The War of the Worlds Murder - By Max Allan Collins

A HALLOWE’EN SHADOW PLAY

SUDDENLY 1975 SEEMS LIKE A long time ago.

Not as long ago as 1938—when the bulk of this story takes place (and long before I was born)—but nonetheless distant, right out on the edges of my memory.

I graduated with an MFA from the Writers Workshop in Iowa City in 1972, right after selling my first mystery novel, and promptly took a job teaching Freshman English at the small-town community college where I’d been attending a few years before. I was just a kid, really, though I’d been married since 1968.

By ’75 I’d already sold half a dozen mystery novels. But only two of them had been published when I decided to attend my first Bouchercon, which was in Chicago, a city my wife Barb and I both felt comfortable in.

My childhood sweetheart and I had honeymooned for a week in Chicago, going to movies, dining in wonderful restaurants, checking out the sights, as well as the usual things newlyweds do...plus some they don’t, specifically risking my bride’s life during those turbulent times by having her help me chase down old used paperbacks I needed for my mystery collection, in some of the roughest parts of town. Toward the end of that week, Robert Kennedy was assassinated—we were RFK supporters and anti-Vietnam War—and the event...in the context of celebrating our marriage...brought home just how fragile happiness can be. On the other hand, we’re still together.

On this return visit to Chicago, Barb did not attend the convention: she shopped at Marshall Field’s and along Michigan Avenue, though in those days it was mostly window-shopping. I, for the first time, mingled with mystery fans and my fellow writers, awkwardly straddling the two factions. That it was the weekend before Hallowe’en seemed appropriate for such benignly criminal doings, and Chicago was its chilly windy city self, the Palmer House hotel in the El’s shadow (the Wabash-side entrance, anyway); I felt almost like a grown-up.

My generation of mystery writers was perhaps the first to emerge largely from “fandom”—we had not only read the fiction of our writer-heroes, we had written and published “fanzines” celebrating that fiction and those creators, much like the world of comics, where I was also a fan (but not yet a writer).

Had I not already attended two or three comic book conventions, I would have been much more intimidated at Bouchercon Six, with its bustling dealers’ room that seemed so large (though by today’s convention standards was minuscule) and its panel discussions bracketed by informal conversations (in hallways and bars and dealers’-room aisles) between strangers with mutual interests. Many of us were what is now called geeks and even then were known as nerds—lonely oddballs pleased to encounter their own kind.

Patterned after similar events that had grown up in science fiction, the Bouchercon—named after celebrated New York Times critic/mystery author Anthony Boucher—is the World Mystery Convention. Fans, authors, editors, literary agents, publicists and of course booksellers attend these fan-run gatherings, and as I write this in the early twenty-first century, the events—held in cities from London to New York, from Toronto to San Francisco—are attended by thousands, unlike the hundred or so who came to Chicago in 1975.

I was a barely published author—two paperback-original novels, Bait Money and Blood Money, had seen print—and certainly not a “name” fan, that is, a fan who’d published a fanzine. I’d contributed a few articles to such self-published publications, mostly defending and celebrating my favorite mystery writer, Mickey Spillane; but mine was definitely not a name that would resonate with the average attendee of Bouchercon Six.

I prowled the dealers’ room, wearing a name badge of course, and before long, a small miracle happened. A dark-haired, mustached kid stood grinning at me, his eyes large behind horn-rim glasses; he wore a light-blue dress shirt with the sleeves rolled up, and chinos, and seemed to be only mildly insane.

“You’re Max Collins!” he said.

I frowned. “That’s right...”

I checked the name badge of this guy: Robert J. Randisi. His home was identified as “Brooklyn,” a legendary city known only vaguely to Iowans such as myself.

“I can’t believe it!” this Randisi creature blurted.

Did I owe him money? I sometimes bought comic books and old paperbacks through the mail. Maybe he was a dealer I’d shorted on the purchase of Jim Thompson or Richard Stark paperbacks. He seemed harmless enough, if overenthusiastic—of medium size, solidly put together, but not a threat.

“You wrote the Nolan books!” he said, pointing a pleasantly accusing finger.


### What to produce:
Print exactly the lines from the one containing "Home in on <item>human hair</item>." through the last line of the entries below; the pictures stay out of the copy.

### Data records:
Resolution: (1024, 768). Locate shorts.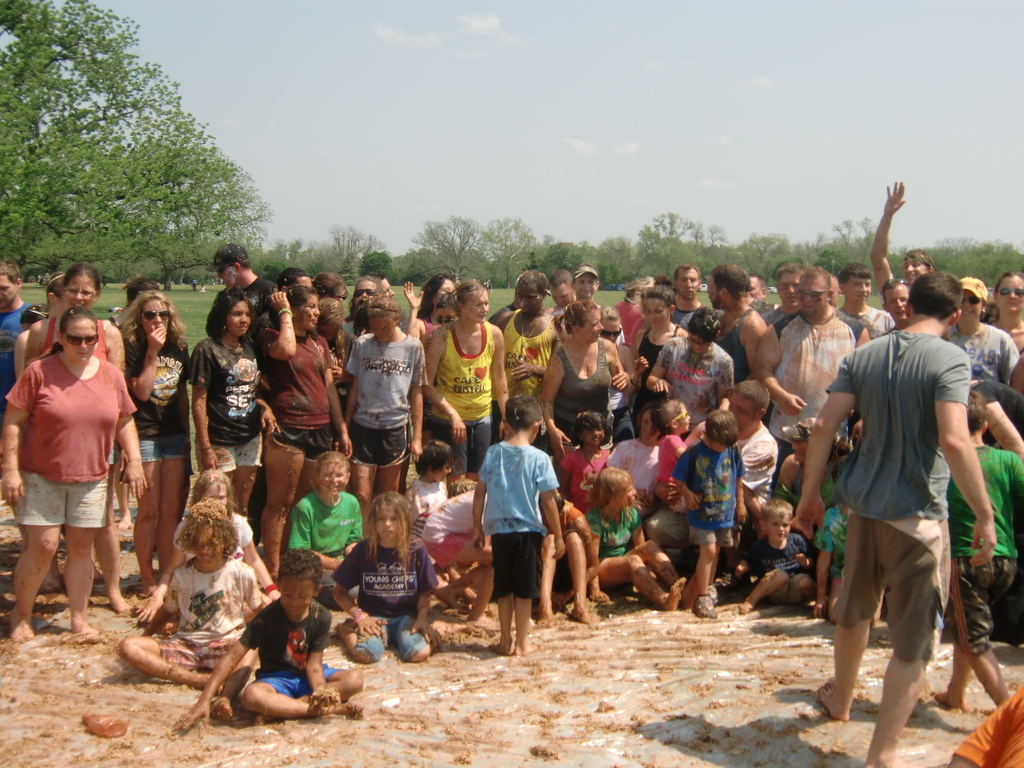
left=943, top=557, right=1020, bottom=648.
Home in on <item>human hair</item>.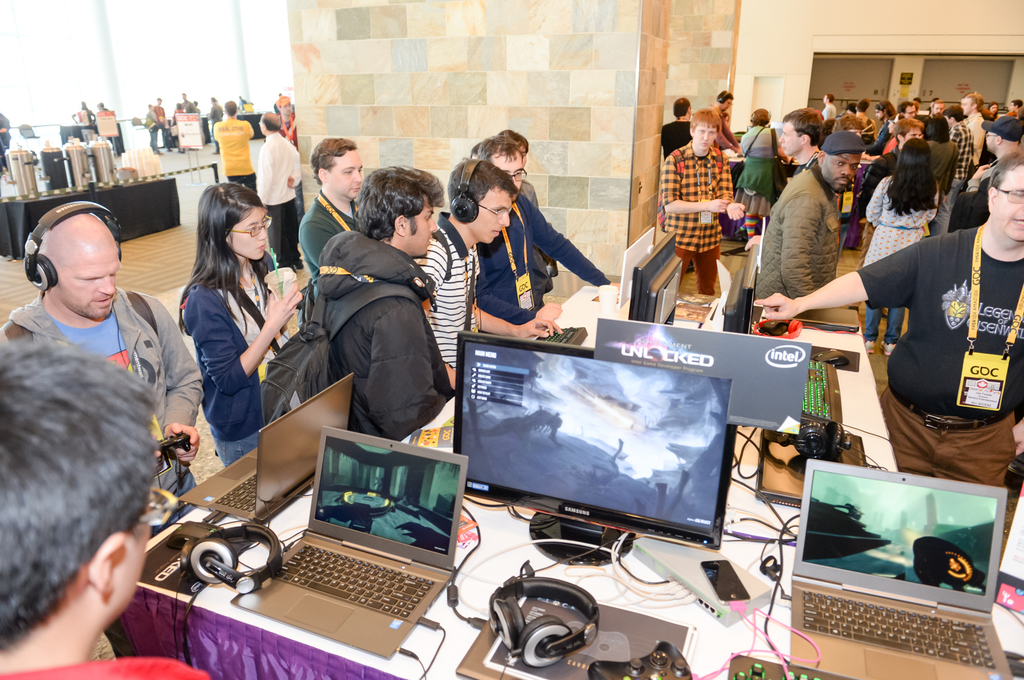
Homed in at left=476, top=133, right=521, bottom=163.
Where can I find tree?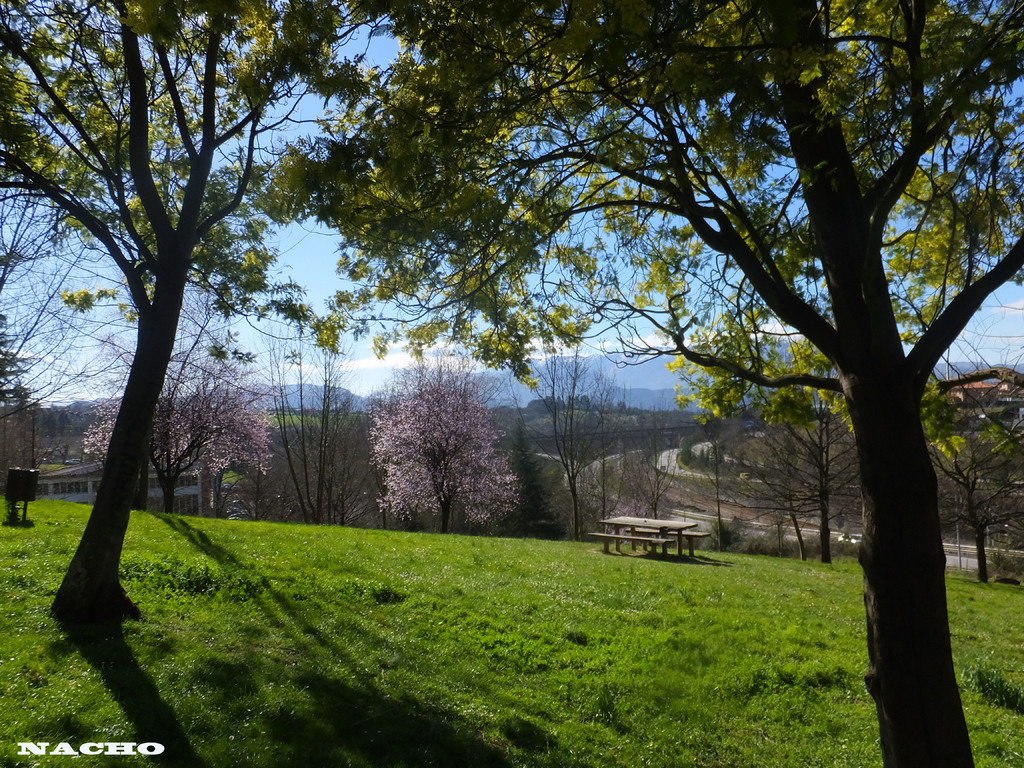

### Reply:
Home in on <item>human hair</item>.
Homed in at left=476, top=133, right=521, bottom=163.
Where can I find tree?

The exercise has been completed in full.